Cloud Build runs using a service account and it looks like you need to grant access to Cloud SQL for this account. You can find additional info about setting service account permissions here.


In the case with Cloud SQL and Node.js it would look something like this:

steps:
  # Install Node.js dependencies
  - id: yarn-install
    name: gcr.io/cloud-builders/yarn
    waitFor: ["-"]

  # Install Cloud SQL proxy
  - id: proxy-install
    name: gcr.io/cloud-builders/yarn
    entrypoint: sh
    args:
      - "-c"
      - "wget https://storage.googleapis.com/cloudsql-proxy/v1.20.1/cloud_sql_proxy.linux.amd64 -O cloud_sql_proxy && chmod +x cloud_sql_proxy"
    waitFor: ["-"]

  # Migrate database schema to the latest version
  # https://knexjs.org/#Migrations-CLI
  - id: migrate
    name: gcr.io/cloud-builders/yarn
    entrypoint: sh
    args:
      - "-c"
      - "(./cloud_sql_proxy -dir=/cloudsql -instances=<CLOUD_SQL_CONNECTION> & sleep 2) && yarn run knex migrate:latest"
    timeout: "1200s"
    waitFor: ["yarn-install", "proxy-install"]

timeout: "1200s"

You would launch yarn install and download Cloud SQL Proxy in parallel.
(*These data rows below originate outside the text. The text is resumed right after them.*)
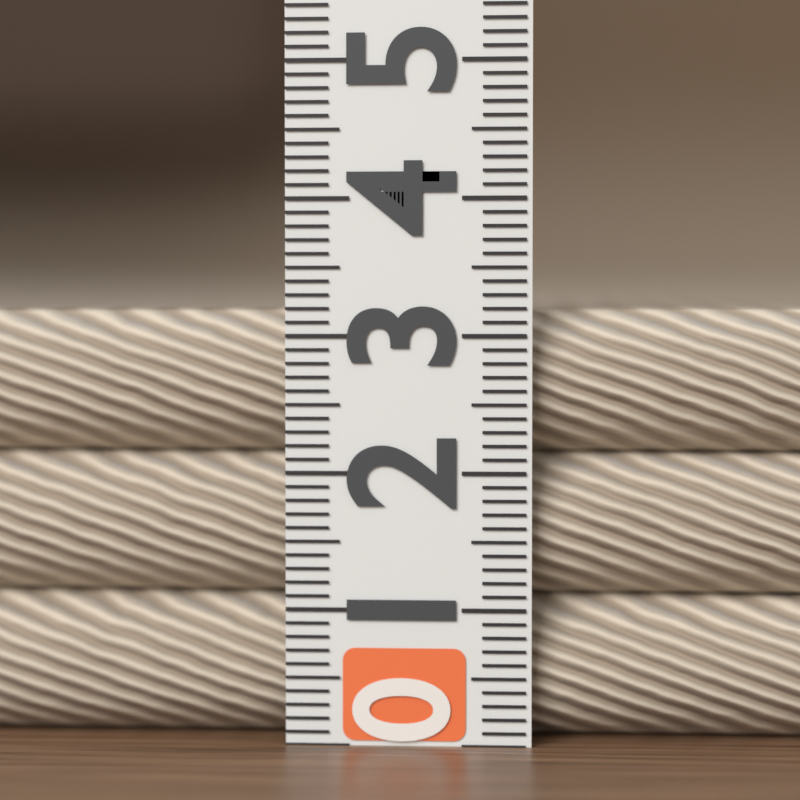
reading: 3.2 (no unit)
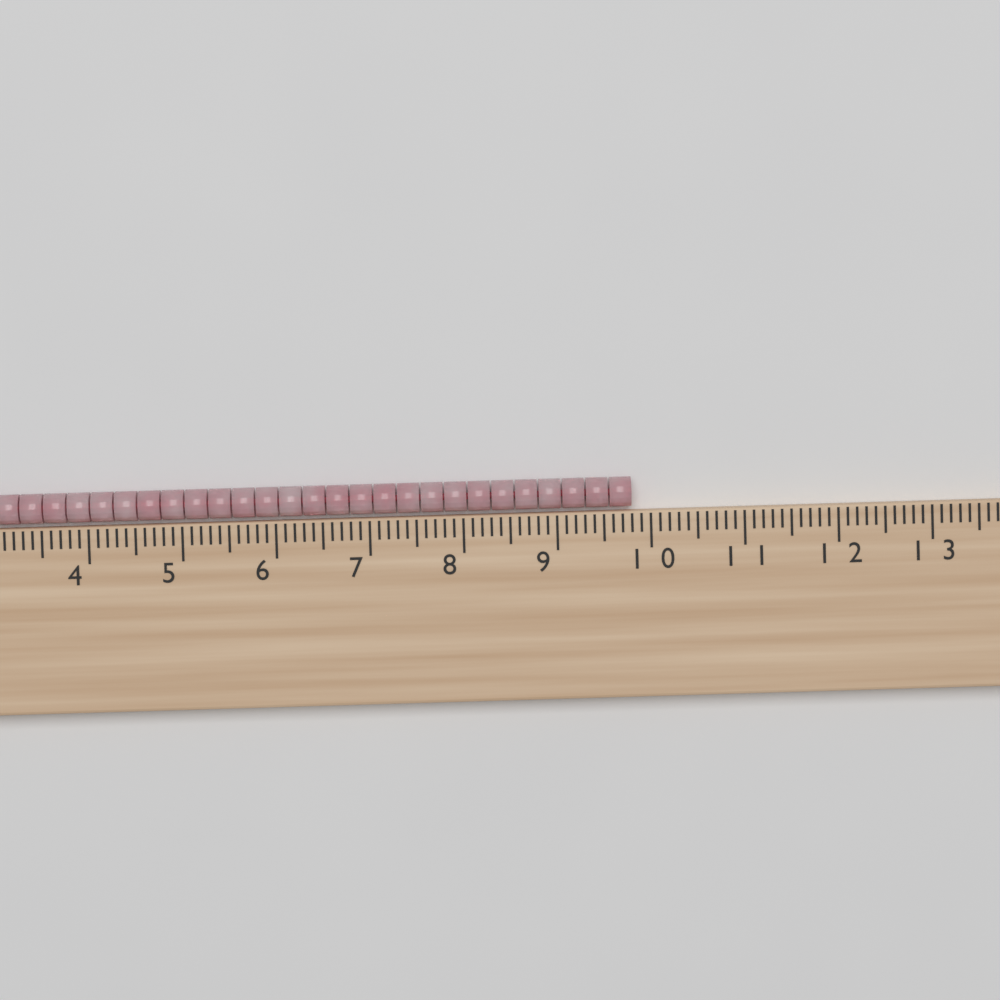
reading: 9.8 cm
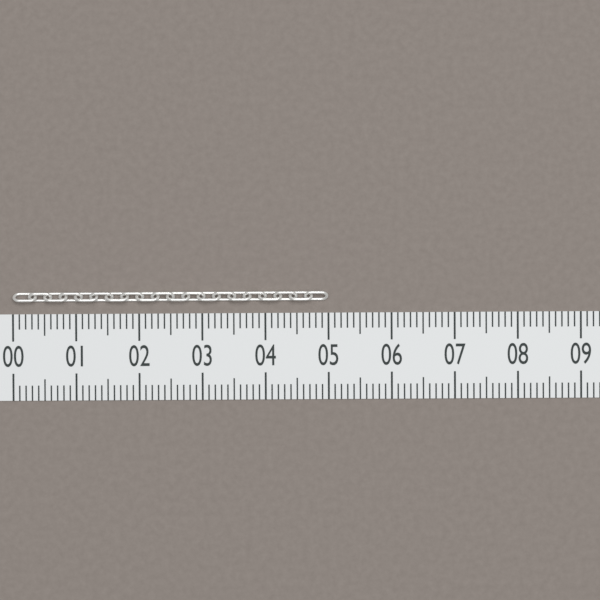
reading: 5.0 (no unit)
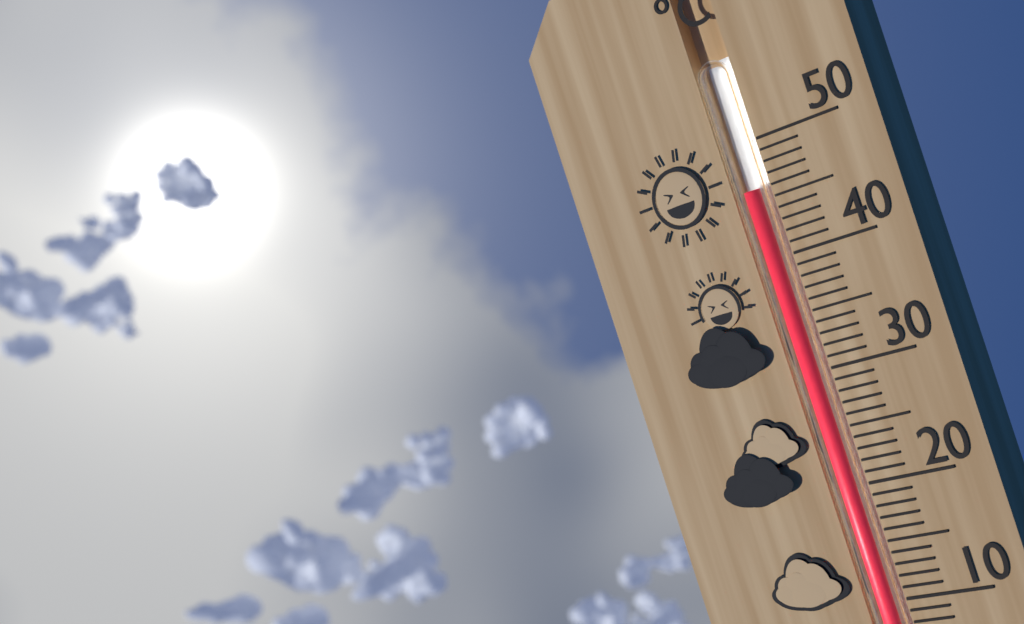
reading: 46 °C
Once these two steps are complete, you run launch the proxy, wait 2 seconds and finally run yarn run knex migrate:latest.
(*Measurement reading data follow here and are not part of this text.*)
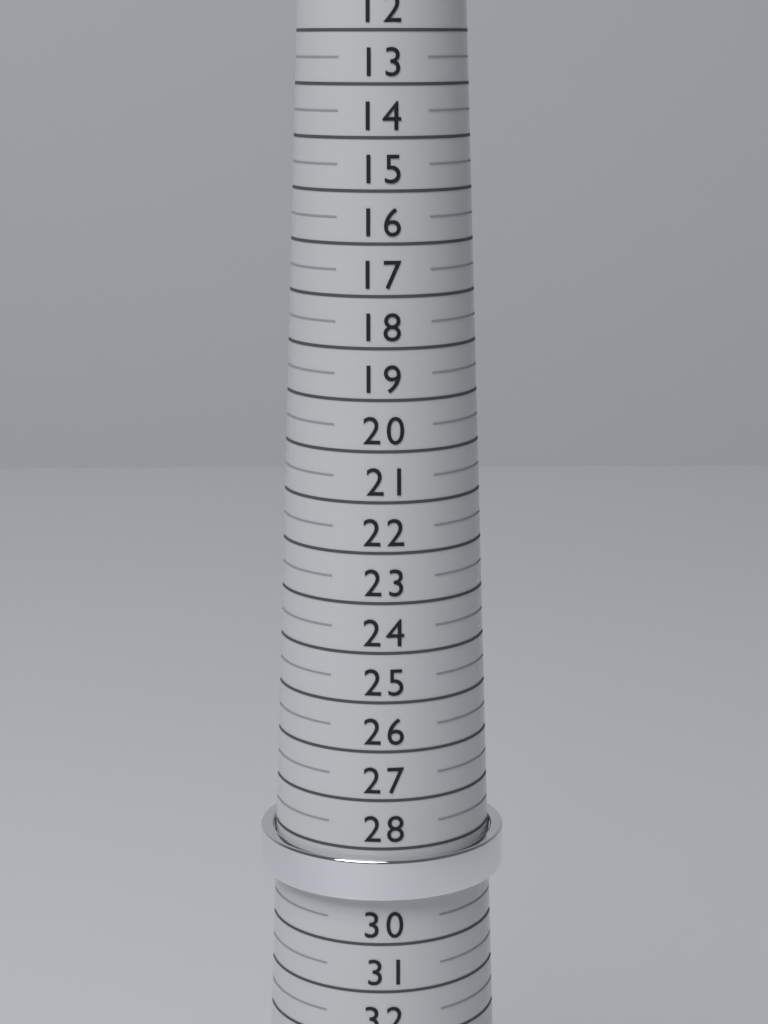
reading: 29.0 (no unit)
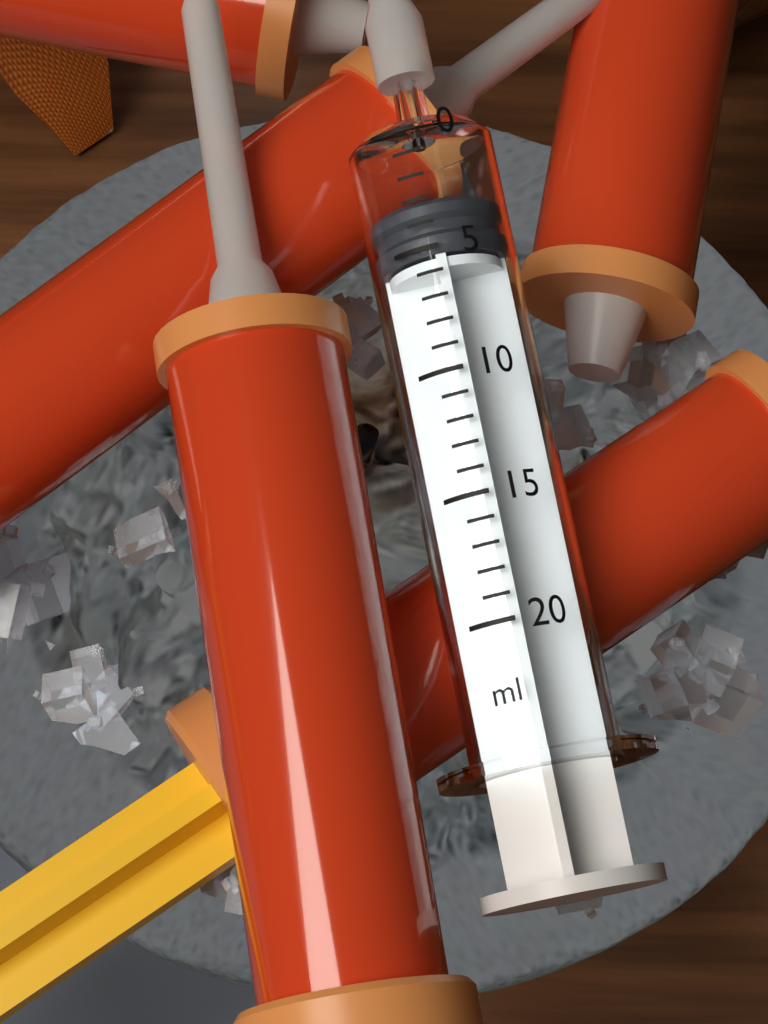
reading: 3 ml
For this to work you would need Cloud SQL Admin API enabled in your GCP project.

Where <CLOUD_SQL_INSTANCE> is your Cloud SQL instance connection name that can be found here. The same name will be used in your SQL connection settings, e.g. host=/cloudsql/example:us-central1:pg13.

Also, make sure that the Cloud Build service account has "Cloud SQL Client" role in the GCP project, where the db instance is located.
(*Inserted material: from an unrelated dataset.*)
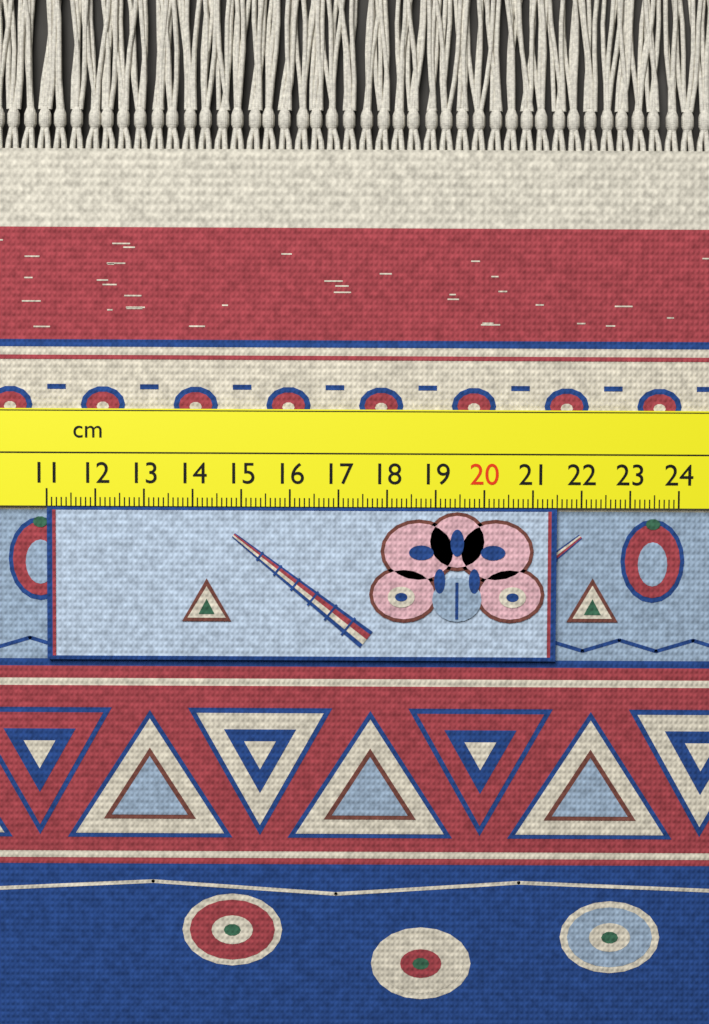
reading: 21.5 cm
Use google-appengine/exec-wrapper. It is an image to do exactly this. Usage (see README in link):

steps:
- name: "gcr.io/google-appengine/exec-wrapper"
  args: ["-i", "gcr.io/my-project/appengine/some-long-name",
         "-e", "ENV_VARIABLE_1=value1", "-e", "ENV_2=value2",
         "-s", "my-project:us-central1:my_cloudsql_instance",
         "--", "bundle", "exec", "rake", "db:migrate"]

The -s sets the proxy target.


As of tag 1.16 of gcr.io/cloudsql-docker/gce-proxy, the currently accepted answer no longer works. Here is a different approach that keeps the proxy in the same step as the commands that need it:

  - id: cmd-with-proxy
    name: [YOUR-CONTAINER-HERE]
    timeout: 100s
    entrypoint: sh
    args:
      - -c
      - '(/workspace/cloud_sql_proxy -dir=/workspace -instances=[INSTANCE_CONNECTION_NAME] & sleep 2) && [YOUR-COMMAND-HERE]'

The proxy will automatically exit once the main process exits. Additionally, it'll mark the step as "ERROR" if either the proxy or the command given fails.

This does require the binary is in the /workspace volume, but this can be provided either manually or via a prereq step like this:

  - id: proxy-install
    name: alpine:3.10
    entrypoint: sh
    args:
      - -c
      - 'wget -O /workspace/cloud_sql_proxy https://storage.googleapis.com/cloudsql-proxy/v1.16/cloud_sql_proxy.linux.386 &&  chmod +x /workspace/cloud_sql_proxy'

Additionally, this should work with TCP since the proxy will be in the same container as the command.